As posted on the Metroland website, September 3, 2014.
WATERLOO — In February, Brenda Porter was preparing to leave Kenya after a volunteer stint with the charitable organization Sleeping Children Around the World.
This had been her fourth trip with the organization but an unexpected encounter sent the Waterloo woman in a new direction.
“On my last night, I met these women from Australia,” she said. “They had these (menstruation) kits with them. I knew nothing about this.”
The women were volunteers with the U.S.-based charity Days for Girls, a worldwide organization that provides young women with kits containing eight washable pads with polyurethane shields, a plastic bag for washing soiled pads, underwear, soap and a pad holder with snaps, all packed in a drawstring bag.
The kits are simple and cost just $5 to produce but make a tremendous difference.
Porter said she had never thought about how women in Third World countries coped with menstrual flow, particularly those who could not afford sanitary napkins.
For many school-aged girls, the problem is so troublesome they simply stay indoors for the duration of their period, which affects their education.
“It’s a huge problem,” Porter said. “Girls are missing five days of school a month and it’s not being talked about.”
In 2009, the Forum of African Women Educationalists conducted a study in Uganda and reported that more than half the girls from 11and 13 drop out of school due to lack of sanitary pads, water for washing or separate bathroom facilities. They face teasing from boys when they leak through to their clothes.
The report also found that girls sometimes perform sexual favours to earn enough money to buy sanitary pads.
Girls will use leaves, mattress stuffing, newspaper, corn husks, rocks, anything they can find when on their period.
Returning to Canada, Porter immediately recruited friends to start making kits and together they joined Days for Girls as a team. The organization has nine chapters in Canada plus 11teams, a designation that could lead to a full-fledged chapter.
“I have 10 helpers and friends of friends,” said Porter, whose dining room table is piled high with fabric, some of it donated, some purchased. When she found a serger, used for trimming and sealing seams, advertised on Kijiji, the seller was happy to donate the machine for the cause.
“It’s an industrial serger from the 1920s,” Porter said. “He was trying to sell it for $500. It’s a little bit of a monstrosity, but I met a woman who could work that serger.”
That woman was 71-year-old Pat Jarvis, of St. Jacobs.

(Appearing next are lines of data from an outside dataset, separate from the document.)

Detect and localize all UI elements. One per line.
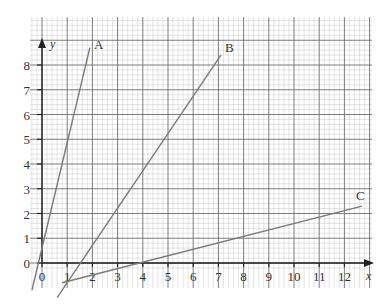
y-tick-label: 5 <box>24 132 31 147</box>
data-lines <box>32 48 362 298</box>
y-tick-label: 2 <box>24 207 31 222</box>
line-b <box>57 55 221 298</box>
line-a-label: A <box>94 37 104 52</box>
x-tick-label: 0 <box>39 269 46 284</box>
x-tick-label: 6 <box>190 269 197 284</box>
y-axis-arrow-icon <box>38 38 46 48</box>
x-tick-label: 4 <box>140 269 147 284</box>
x-axis-arrow-icon <box>364 259 374 267</box>
x-tick-label: 2 <box>89 269 96 284</box>
graph-plot: 0123456789101112012345678 y x A B C <box>0 0 390 306</box>
x-tick-label: 3 <box>114 269 121 284</box>
y-tick-label: 4 <box>24 157 31 172</box>
x-tick-label: 8 <box>240 269 247 284</box>
x-tick-label: 9 <box>266 269 273 284</box>
x-tick-label: 5 <box>165 269 172 284</box>
x-tick-label: 10 <box>288 269 301 284</box>
axes <box>38 38 374 267</box>
line-c-label: C <box>356 188 365 203</box>
x-tick-label: 11 <box>313 269 326 284</box>
y-tick-label: 6 <box>24 108 31 123</box>
y-tick-label: 3 <box>24 182 31 197</box>
y-tick-label: 1 <box>24 231 31 246</box>
y-axis-label: y <box>49 37 56 51</box>
x-tick-label: 7 <box>215 269 222 284</box>
y-tick-label: 0 <box>24 256 31 271</box>
line-b-label: B <box>225 40 234 55</box>
y-tick-label: 7 <box>24 83 31 98</box>
y-tick-label: 8 <box>24 58 31 73</box>
x-tick-label: 12 <box>338 269 351 284</box>
x-axis-label: x <box>365 269 372 283</box>
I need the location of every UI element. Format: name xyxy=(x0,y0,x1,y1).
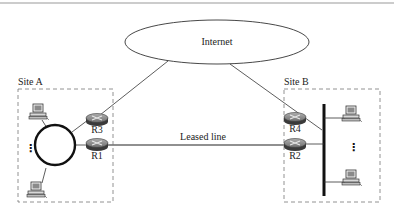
router-r2-label: R2 xyxy=(289,150,301,161)
site-b-label: Site B xyxy=(284,76,309,87)
more-hosts-ellipsis: ⋮ xyxy=(348,141,359,154)
router-r3-label: R3 xyxy=(91,124,103,135)
computer-icon xyxy=(342,106,362,122)
link-r4-internet xyxy=(230,64,322,130)
internet-cloud: Internet xyxy=(125,20,309,64)
more-hosts-ellipsis: ⋮ xyxy=(25,142,36,155)
leased-line-label: Leased line xyxy=(180,131,226,142)
computer-icon xyxy=(27,182,47,198)
internet-label: Internet xyxy=(201,36,232,47)
router-r4-label: R4 xyxy=(289,123,301,134)
network-diagram: Internet Leased line Site A ⋮ R3 R1 Site… xyxy=(0,0,394,221)
router-r1-label: R1 xyxy=(91,150,103,161)
site-a: Site A ⋮ R3 R1 xyxy=(18,76,113,202)
ring-network xyxy=(35,125,75,165)
computer-icon xyxy=(342,170,362,186)
site-b: Site B ⋮ R4 R2 xyxy=(284,76,380,202)
computer-icon xyxy=(29,104,49,120)
link-r3-internet xyxy=(100,61,168,115)
site-a-label: Site A xyxy=(18,76,44,87)
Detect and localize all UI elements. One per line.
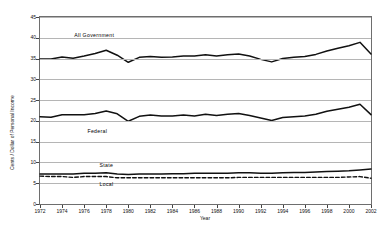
plot-area xyxy=(39,16,372,205)
x-tick-mark xyxy=(327,205,328,208)
chart-container: Cents / Dollar of Personal Income 051015… xyxy=(0,0,391,234)
x-tick-mark xyxy=(106,205,107,208)
y-tick-mark xyxy=(36,17,39,18)
series-line-federal xyxy=(40,104,371,121)
y-tick-label: 15 xyxy=(14,139,36,144)
x-tick-mark xyxy=(283,205,284,208)
y-tick-label: 30 xyxy=(14,77,36,82)
gridline-y xyxy=(40,142,371,143)
y-tick-label: 0 xyxy=(14,202,36,207)
y-tick-label: 25 xyxy=(14,98,36,103)
x-tick-mark xyxy=(40,205,41,208)
gridline-y xyxy=(40,183,371,184)
series-layer xyxy=(40,17,371,204)
y-tick-label: 5 xyxy=(14,181,36,186)
y-tick-mark xyxy=(36,38,39,39)
gridline-y xyxy=(40,38,371,39)
y-tick-mark xyxy=(36,162,39,163)
series-label-federal: Federal xyxy=(87,128,107,134)
x-tick-mark xyxy=(172,205,173,208)
x-tick-mark xyxy=(128,205,129,208)
y-tick-label: 40 xyxy=(14,35,36,40)
series-line-local xyxy=(40,176,371,178)
y-tick-mark xyxy=(36,204,39,205)
x-tick-mark xyxy=(194,205,195,208)
y-tick-mark xyxy=(36,59,39,60)
gridline-y xyxy=(40,17,371,18)
x-tick-mark xyxy=(84,205,85,208)
x-tick-mark xyxy=(62,205,63,208)
y-tick-label: 20 xyxy=(14,118,36,123)
series-line-state xyxy=(40,169,371,174)
x-tick-mark xyxy=(305,205,306,208)
x-tick-label: 2002 xyxy=(358,209,384,214)
y-tick-mark xyxy=(36,142,39,143)
x-tick-mark xyxy=(239,205,240,208)
series-label-state: State xyxy=(100,162,114,168)
gridline-y xyxy=(40,121,371,122)
series-label-local: Local xyxy=(100,181,114,187)
y-tick-label: 35 xyxy=(14,56,36,61)
y-axis-title: Cents / Dollar of Personal Income xyxy=(10,95,15,170)
y-tick-mark xyxy=(36,183,39,184)
series-label-all-government: All Government xyxy=(74,32,114,38)
x-tick-mark xyxy=(371,205,372,208)
gridline-y xyxy=(40,59,371,60)
x-axis-title: Year xyxy=(185,216,225,221)
y-tick-label: 10 xyxy=(14,160,36,165)
y-tick-mark xyxy=(36,79,39,80)
gridline-y xyxy=(40,100,371,101)
y-tick-mark xyxy=(36,100,39,101)
y-tick-mark xyxy=(36,121,39,122)
x-tick-mark xyxy=(150,205,151,208)
x-tick-mark xyxy=(217,205,218,208)
gridline-y xyxy=(40,162,371,163)
x-tick-mark xyxy=(349,205,350,208)
gridline-y xyxy=(40,79,371,80)
x-tick-mark xyxy=(261,205,262,208)
y-tick-label: 45 xyxy=(14,15,36,20)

“It took me back to when I started sewing in England,” said Jarvis, who, after immigrating to Canada, worked at Forsyth Shirts in Kitchener and New Balance. She was very familiar with the old serger.

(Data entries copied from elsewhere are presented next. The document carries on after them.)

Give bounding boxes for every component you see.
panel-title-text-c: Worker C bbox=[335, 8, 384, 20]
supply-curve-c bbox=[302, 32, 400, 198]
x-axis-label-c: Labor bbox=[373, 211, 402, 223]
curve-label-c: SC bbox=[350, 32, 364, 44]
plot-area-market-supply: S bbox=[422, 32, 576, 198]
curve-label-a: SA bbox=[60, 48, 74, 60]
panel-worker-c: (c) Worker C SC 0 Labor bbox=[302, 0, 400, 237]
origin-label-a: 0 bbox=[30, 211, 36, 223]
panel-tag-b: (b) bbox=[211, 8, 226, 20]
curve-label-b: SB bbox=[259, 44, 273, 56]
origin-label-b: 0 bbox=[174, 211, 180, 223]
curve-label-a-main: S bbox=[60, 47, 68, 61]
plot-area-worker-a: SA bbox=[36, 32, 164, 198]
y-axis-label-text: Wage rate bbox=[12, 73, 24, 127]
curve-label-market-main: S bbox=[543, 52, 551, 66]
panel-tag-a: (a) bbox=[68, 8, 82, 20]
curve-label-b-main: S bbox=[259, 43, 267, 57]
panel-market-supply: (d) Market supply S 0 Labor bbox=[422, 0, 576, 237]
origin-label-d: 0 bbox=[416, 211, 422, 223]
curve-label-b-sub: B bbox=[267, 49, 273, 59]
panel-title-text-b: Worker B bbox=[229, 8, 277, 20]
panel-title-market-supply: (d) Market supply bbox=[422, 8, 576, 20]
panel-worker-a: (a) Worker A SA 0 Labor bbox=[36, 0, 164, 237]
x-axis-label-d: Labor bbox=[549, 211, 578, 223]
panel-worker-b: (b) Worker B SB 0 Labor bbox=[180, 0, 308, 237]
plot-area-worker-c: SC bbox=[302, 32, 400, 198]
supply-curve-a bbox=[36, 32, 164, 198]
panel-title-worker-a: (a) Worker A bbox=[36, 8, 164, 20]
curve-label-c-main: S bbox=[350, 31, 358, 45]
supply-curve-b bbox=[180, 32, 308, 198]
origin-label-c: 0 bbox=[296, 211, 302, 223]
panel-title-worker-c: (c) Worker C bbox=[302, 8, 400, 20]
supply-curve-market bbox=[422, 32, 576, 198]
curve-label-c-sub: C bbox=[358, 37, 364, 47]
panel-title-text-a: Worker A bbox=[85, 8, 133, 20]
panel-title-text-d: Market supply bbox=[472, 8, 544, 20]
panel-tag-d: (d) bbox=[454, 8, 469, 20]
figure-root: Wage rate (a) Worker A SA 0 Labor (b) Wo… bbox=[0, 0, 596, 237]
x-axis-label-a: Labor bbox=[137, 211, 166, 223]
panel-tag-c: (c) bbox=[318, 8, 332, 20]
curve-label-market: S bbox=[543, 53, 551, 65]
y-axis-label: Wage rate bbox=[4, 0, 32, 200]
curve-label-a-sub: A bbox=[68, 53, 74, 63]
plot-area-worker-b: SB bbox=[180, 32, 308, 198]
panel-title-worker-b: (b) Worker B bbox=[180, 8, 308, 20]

“I had my doubts it would run, but it did,” she said. The machine, with its heavy, cast-iron base, sits in her living room, a testament both to the past and a brighter future for Kenyan girls.
“When you think about it, it’s something we all have to deal with as women, but how when the resources are very slim,” she said. “It was a real eye-opener.”

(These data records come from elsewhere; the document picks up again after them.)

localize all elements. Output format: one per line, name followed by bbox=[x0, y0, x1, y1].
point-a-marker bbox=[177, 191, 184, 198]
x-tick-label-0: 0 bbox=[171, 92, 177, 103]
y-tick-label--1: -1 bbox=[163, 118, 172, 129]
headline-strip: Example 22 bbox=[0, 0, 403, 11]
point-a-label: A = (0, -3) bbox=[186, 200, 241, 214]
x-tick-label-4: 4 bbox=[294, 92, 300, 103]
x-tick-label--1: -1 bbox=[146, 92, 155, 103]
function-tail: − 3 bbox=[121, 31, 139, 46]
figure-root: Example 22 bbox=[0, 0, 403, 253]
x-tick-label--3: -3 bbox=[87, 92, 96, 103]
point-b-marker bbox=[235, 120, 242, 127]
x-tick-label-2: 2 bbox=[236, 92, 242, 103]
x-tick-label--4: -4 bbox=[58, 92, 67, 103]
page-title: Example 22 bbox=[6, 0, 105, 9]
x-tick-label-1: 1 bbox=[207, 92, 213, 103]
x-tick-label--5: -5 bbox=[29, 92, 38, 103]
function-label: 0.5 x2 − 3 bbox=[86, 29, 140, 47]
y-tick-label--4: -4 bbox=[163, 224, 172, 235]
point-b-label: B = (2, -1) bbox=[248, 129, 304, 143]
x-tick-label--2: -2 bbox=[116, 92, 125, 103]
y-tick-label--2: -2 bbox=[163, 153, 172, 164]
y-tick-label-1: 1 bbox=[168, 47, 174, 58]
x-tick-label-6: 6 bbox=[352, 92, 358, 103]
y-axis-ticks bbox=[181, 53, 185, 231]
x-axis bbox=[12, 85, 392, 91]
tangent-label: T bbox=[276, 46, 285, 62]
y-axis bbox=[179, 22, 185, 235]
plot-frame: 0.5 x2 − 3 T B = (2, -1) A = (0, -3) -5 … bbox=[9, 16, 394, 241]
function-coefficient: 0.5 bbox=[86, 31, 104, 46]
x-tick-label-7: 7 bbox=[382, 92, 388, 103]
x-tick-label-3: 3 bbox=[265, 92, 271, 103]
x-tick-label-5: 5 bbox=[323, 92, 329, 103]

Several nights a week, team members sit at craft tables cutting material and sewing, sewing, sewing. The first shipment of 25 kits was delivered to Kenya by a friend. The real adventure starts Sept. 14, when Porter’s 23-year-old daughter, Claire Lockhart, travels to Kenya for three months where she will work at a vocational school teaching girls to make their own kits with supplies from Canada. As well, Lockhart will distribute 50 kits made by the Waterloo Region volunteers.
Lockhart, a recent graduate of McMaster University, is starting the nursing program at Conestoga College in January and with a few months of inactivity looming this fall, she volunteered.
“I am really excited about this,” she said. “I’ve travelled but never in a Third World country.”
Lockhart discovered volunteerism though her mother who, in turn, had learned from her own mother.
Porter works as an efficiency expert in the insurance industry and uses her vacation time for overseas volunteer work.
“My mom did a lot of volunteering when I was growing up — it was always being modelled,” she said.